The begin statement defines where processing begins when a key is pressed. Keyman first determines whether the active application can accept Unicode input, and then selects the Unicode or ANSI begin statement accordingly.

The character encoding of a .kmn file is determined by the Byte Order Mark (BOM) prolog on the file. This is inserted automatically by Keyman Developer, but if you use an alternate editor, you may need to turn on the BOM for your .kmn files, in particular for UTF-8. We recommend the UTF-8 file format for .kmn files, but UTF-16 and CP-1252 ("ANSI") are also supported.

The character encoding of a .kmn file is not related to the compiled keyboard character encodings. Internally, Keyman Desktop uses UTF-16 on Windows, but KeymanWeb and other platforms may use UTF-8.

The remainder of this document discusses only the usage of character codes within strings in Keyman keyboards, and not the file formats themselves.

Keyman supports the full Unicode character set.
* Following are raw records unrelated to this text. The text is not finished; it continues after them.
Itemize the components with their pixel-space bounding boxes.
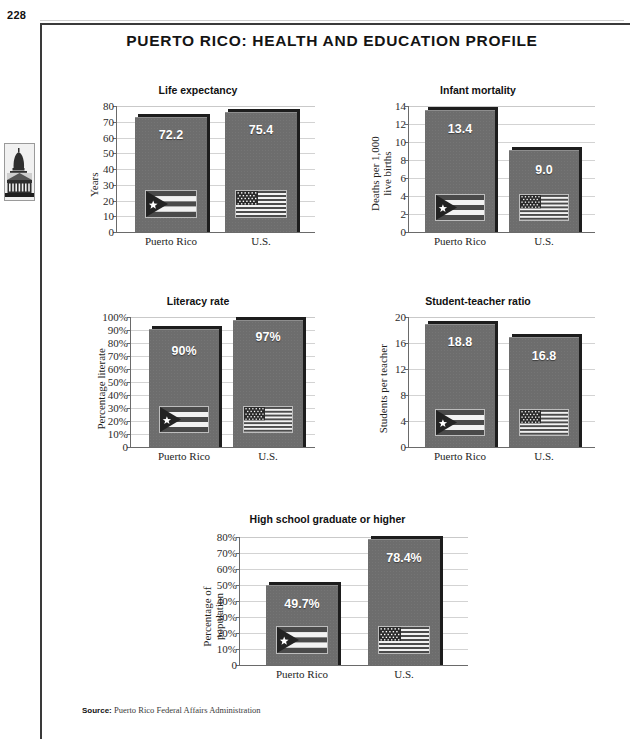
y-tick: 50 (103, 147, 114, 159)
capitol-building-icon (4, 143, 35, 201)
y-axis-label: Students per teacher (378, 321, 390, 457)
us-flag (519, 194, 569, 221)
source-note: Source: Puerto Rico Federal Affairs Admi… (82, 705, 261, 715)
y-tick: 12 (395, 118, 406, 130)
plot-area: 80% 70% 60% 50% 40% 30% 20% 10% 0 49.7% (239, 537, 468, 666)
y-tick: 30% (217, 611, 237, 623)
bar-value: 49.7% (266, 597, 338, 611)
y-tick: 60% (217, 563, 237, 575)
plot-area: 20 16 12 8 4 0 18.8 Puerto Rico (408, 317, 595, 448)
y-tick: 8 (401, 154, 407, 166)
us-flag (243, 406, 293, 433)
y-tick: 16 (395, 337, 406, 349)
bar-puerto-rico[interactable]: 49.7% (266, 585, 338, 666)
y-tick: 0 (109, 226, 115, 238)
bar-us[interactable]: 9.0 (509, 150, 579, 232)
category-label: U.S. (499, 450, 589, 462)
bar-value: 16.8 (509, 349, 579, 363)
y-tick: 60 (103, 132, 114, 144)
bar-us[interactable]: 16.8 (509, 337, 579, 447)
chart-title: Infant mortality (358, 84, 598, 96)
y-tick: 30% (108, 402, 128, 414)
category-label: U.S. (223, 450, 313, 462)
puerto-rico-flag (159, 406, 209, 433)
chart-title: Life expectancy (78, 84, 318, 96)
y-tick: 20% (217, 627, 237, 639)
us-flag (378, 626, 430, 654)
y-tick: 40% (108, 389, 128, 401)
puerto-rico-flag (145, 190, 197, 218)
y-axis-label: Deaths per 1,000 live births (370, 118, 393, 230)
puerto-rico-flag (435, 409, 485, 436)
y-tick: 10% (108, 428, 128, 440)
y-tick: 2 (401, 208, 407, 220)
chart-title: High school graduate or higher (185, 513, 470, 525)
y-tick: 0 (232, 659, 238, 671)
bar-puerto-rico[interactable]: 13.4 (425, 110, 495, 232)
page-number: 228 (7, 9, 26, 21)
chart-title: Student-teacher ratio (358, 295, 598, 307)
chart-life-expectancy: Life expectancy Years 80 70 60 50 40 30 … (78, 84, 318, 250)
bar-value: 97% (233, 330, 303, 344)
puerto-rico-flag (276, 626, 328, 654)
category-label: Puerto Rico (415, 235, 505, 247)
bar-value: 18.8 (425, 335, 495, 349)
y-tick: 12 (395, 363, 406, 375)
bar-puerto-rico[interactable]: 72.2 (135, 117, 207, 232)
y-tick: 70% (108, 350, 128, 362)
y-tick: 8 (401, 389, 407, 401)
source-label: Source: (82, 706, 112, 715)
chart-high-school-graduate: High school graduate or higher Percentag… (185, 513, 470, 688)
y-axis-label: Percentage literate (96, 325, 108, 453)
bar-value: 13.4 (425, 122, 495, 136)
y-tick: 10 (395, 136, 406, 148)
page-title: PUERTO RICO: HEALTH AND EDUCATION PROFIL… (40, 32, 624, 50)
category-label: U.S. (499, 235, 589, 247)
y-tick: 70% (217, 547, 237, 559)
y-tick: 50% (108, 376, 128, 388)
bar-value: 75.4 (225, 123, 297, 137)
y-tick: 80% (108, 337, 128, 349)
source-text: Puerto Rico Federal Affairs Administrati… (114, 705, 261, 715)
chart-title: Literacy rate (78, 295, 318, 307)
y-tick: 30 (103, 179, 114, 191)
bar-us[interactable]: 78.4% (368, 539, 440, 665)
y-tick: 0 (401, 441, 407, 453)
y-tick: 90% (108, 324, 128, 336)
y-tick: 4 (401, 190, 407, 202)
us-flag (235, 190, 287, 218)
category-label: Puerto Rico (139, 450, 229, 462)
bar-value: 78.4% (368, 551, 440, 565)
chart-infant-mortality: Infant mortality Deaths per 1,000 live b… (358, 84, 598, 250)
category-label: U.S. (358, 668, 450, 680)
y-tick: 10% (217, 643, 237, 655)
y-tick: 50% (217, 579, 237, 591)
puerto-rico-flag (435, 194, 485, 221)
y-tick: 100% (102, 311, 128, 323)
category-label: Puerto Rico (256, 668, 348, 680)
y-tick: 4 (401, 415, 407, 427)
y-tick: 40% (217, 595, 237, 607)
bar-value: 9.0 (509, 163, 579, 177)
plot-area: 80 70 60 50 40 30 20 10 0 72.2 (116, 106, 315, 233)
header-rule (40, 20, 624, 21)
category-label: U.S. (215, 235, 307, 247)
chart-literacy-rate: Literacy rate Percentage literate 100% 9… (78, 295, 318, 465)
bar-us[interactable]: 75.4 (225, 112, 297, 232)
y-tick: 10 (103, 210, 114, 222)
y-tick: 20 (103, 195, 114, 207)
y-tick: 70 (103, 116, 114, 128)
y-tick: 40 (103, 163, 114, 175)
plot-area: 14 12 10 8 6 4 2 0 13.4 Puerto (408, 106, 595, 233)
bar-puerto-rico[interactable]: 90% (149, 329, 219, 447)
y-tick: 0 (123, 441, 129, 453)
bar-us[interactable]: 97% (233, 320, 303, 447)
y-tick: 60% (108, 363, 128, 375)
bar-puerto-rico[interactable]: 18.8 (425, 324, 495, 447)
y-tick: 0 (401, 226, 407, 238)
category-label: Puerto Rico (125, 235, 217, 247)
y-tick: 14 (395, 100, 406, 112)
category-label: Puerto Rico (415, 450, 505, 462)
y-tick: 20% (108, 415, 128, 427)
chart-student-teacher-ratio: Student-teacher ratio Students per teach… (358, 295, 598, 465)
Keyboards can use characters between U+0020 and U+10FFFF. Characters below U+0020 should not be used, as they are control characters.

When referencing characters by code point (as opposed to in a quoted string), surrogate character codes (U+D800U+DFFF) should not be used, and the compiler will warn accordingly. Instead the appropriate Unicode codepoint should be used.
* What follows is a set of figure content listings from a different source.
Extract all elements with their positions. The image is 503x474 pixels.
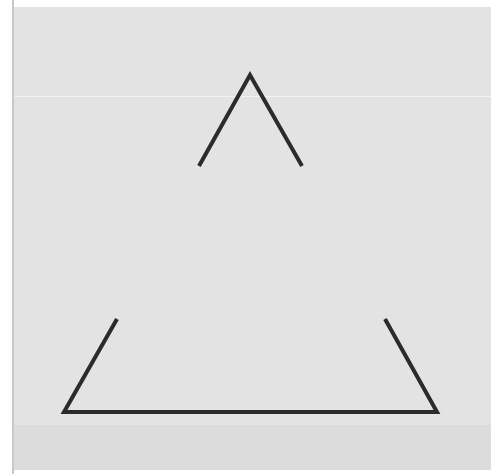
bottom-right-corner-fragment	[250, 319, 437, 412]
illusory-triangle-figure	[0, 0, 503, 474]
bottom-left-corner-fragment	[64, 319, 250, 412]
top-apex-fragment	[199, 75, 302, 166]
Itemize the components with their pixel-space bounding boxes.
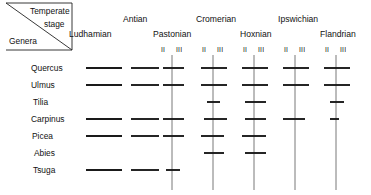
corner-genera-label: Genera [9,36,37,46]
substage-label-ii: II [284,46,288,53]
stage-label-pastonian: Pastonian [153,29,191,39]
chart-canvas: Temperate stage Genera Antian Cromerian … [0,0,371,195]
range-marks-hoxnian [242,68,268,153]
range-marks-cromerian [201,68,227,153]
stratigraphic-range-chart: Temperate stage Genera Antian Cromerian … [0,0,371,195]
stage-group-label-ipswichian: Ipswichian [278,14,318,24]
substage-label-iii: III [340,46,346,53]
range-marks-ipswichian [283,68,309,119]
stage-label-hoxnian: Hoxnian [240,29,272,39]
genus-label-tsuga: Tsuga [33,165,56,175]
range-marks-ludhamian [86,68,122,170]
substage-label-ii: II [202,46,206,53]
substage-label-ii: II [161,46,165,53]
stage-label-ludhamian: Ludhamian [69,29,112,39]
genus-label-picea: Picea [32,131,53,141]
substage-labels-pastonian: II III [161,46,182,53]
substage-label-ii: II [243,46,247,53]
genus-label-ulmus: Ulmus [31,80,55,90]
substage-label-ii: II [325,46,329,53]
stage-group-label-cromerian: Cromerian [196,14,236,24]
substage-labels-hoxnian: II III [243,46,264,53]
range-marks-pastonian [163,68,184,170]
genus-label-carpinus: Carpinus [31,114,65,124]
substage-label-iii: III [299,46,305,53]
genus-label-abies: Abies [34,148,55,158]
range-marks-flandrian [324,68,350,119]
corner-temperate-stage-line1: Temperate [30,6,70,16]
genus-label-quercus: Quercus [31,63,63,73]
substage-label-iii: III [258,46,264,53]
range-marks-antian [131,68,159,170]
genus-label-tilia: Tilia [33,97,48,107]
corner-temperate-stage-line2: stage [44,19,65,29]
stage-label-flandrian: Flandrian [320,29,356,39]
substage-label-iii: III [217,46,223,53]
substage-label-iii: III [176,46,182,53]
stage-group-label-antian: Antian [123,14,148,24]
substage-labels-ipswichian: II III [284,46,305,53]
substage-labels-cromerian: II III [202,46,223,53]
substage-labels-flandrian: II III [325,46,346,53]
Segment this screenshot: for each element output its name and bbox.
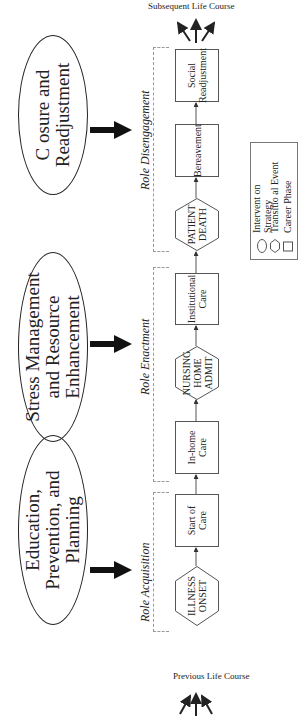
- step-patient-death-hexagon: PATIENT DEATH: [175, 198, 219, 251]
- caregiving-career-diagram: Previous Life Course Education, Preventi…: [0, 0, 307, 720]
- legend: Intervent on Strategy Transitio al Event…: [250, 142, 298, 260]
- intervention-arrows: [88, 0, 138, 720]
- step-in-home-care-box: In-home Care: [175, 421, 219, 474]
- legend-label: Transitio al Event: [269, 162, 280, 233]
- step-label: ILLNESS ONSET: [175, 566, 219, 626]
- legend-item-transitional-event: Transitio al Event: [268, 149, 281, 253]
- step-start-of-care-box: Start of Care: [175, 494, 219, 547]
- role-acquisition-bracket: [153, 492, 169, 632]
- square-icon: [283, 239, 293, 253]
- oval-icon: [257, 239, 267, 253]
- intervention-education-oval: Education, Prevention, and Planning: [18, 435, 88, 625]
- legend-item-career-phase: Career Phase: [281, 149, 294, 253]
- step-label: NURSING HOME ADMIT: [175, 346, 219, 400]
- legend-label: Career Phase: [282, 181, 293, 233]
- role-enactment-bracket: [153, 267, 169, 482]
- legend-item-intervention: Intervent on Strategy: [255, 149, 268, 253]
- step-label: PATIENT DEATH: [175, 198, 219, 251]
- intervention-closure-oval: C osure and Readjustment: [18, 35, 88, 195]
- role-acquisition-label: Role Acquisition: [138, 543, 153, 622]
- step-bereavement-box: Bereavement: [175, 124, 219, 177]
- step-social-readjustment-box: Social Readjustment: [175, 49, 219, 102]
- intervention-stress-management-oval: Stress Management and Resource Enhanceme…: [18, 252, 88, 442]
- role-enactment-label: Role Enactment: [138, 319, 153, 395]
- role-disengagement-bracket: [153, 47, 169, 252]
- step-nursing-home-admit-hexagon: NURSING HOME ADMIT: [175, 346, 219, 400]
- hexagon-icon: [270, 239, 280, 253]
- step-illness-onset-hexagon: ILLNESS ONSET: [175, 566, 219, 626]
- step-institutional-care-box: Institutional Care: [175, 273, 219, 325]
- subsequent-life-course-label: Subsequent Life Course: [148, 1, 248, 11]
- role-disengagement-label: Role Disengagement: [138, 90, 153, 190]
Unicode characters can be specified in all of the methods referred to in the strings topic, but the U+xxxx method is recommended for clarity.

Normalisation

Keyman does not do any normalisation. The codes specified in a keyboard are the exact codes that are used. However, some applications internally normalise the text store as users type. This can lead to rules unexpectedly failing to match. One appropriate solution is to include both normal Unicode normalisation forms (NFC and NFD) in the context of rules. Make sure that your output always targets a single normalisation form, as in the following example, which uses NFD ('decomposed') output:

U+0061 U+0302 + "'" > U+0061 U+0302 U+0301  c ấ
U+00E2 + "'" > U+0061 U+0302 U+0301

The alternate example uses NFC ('composed') output:

U+0061 U+0302 + "'" > U+1EA5  c ấ
U+00E2 + "'" > U+1EA5

Version history

Unicode support was introduced in Keyman 5.0.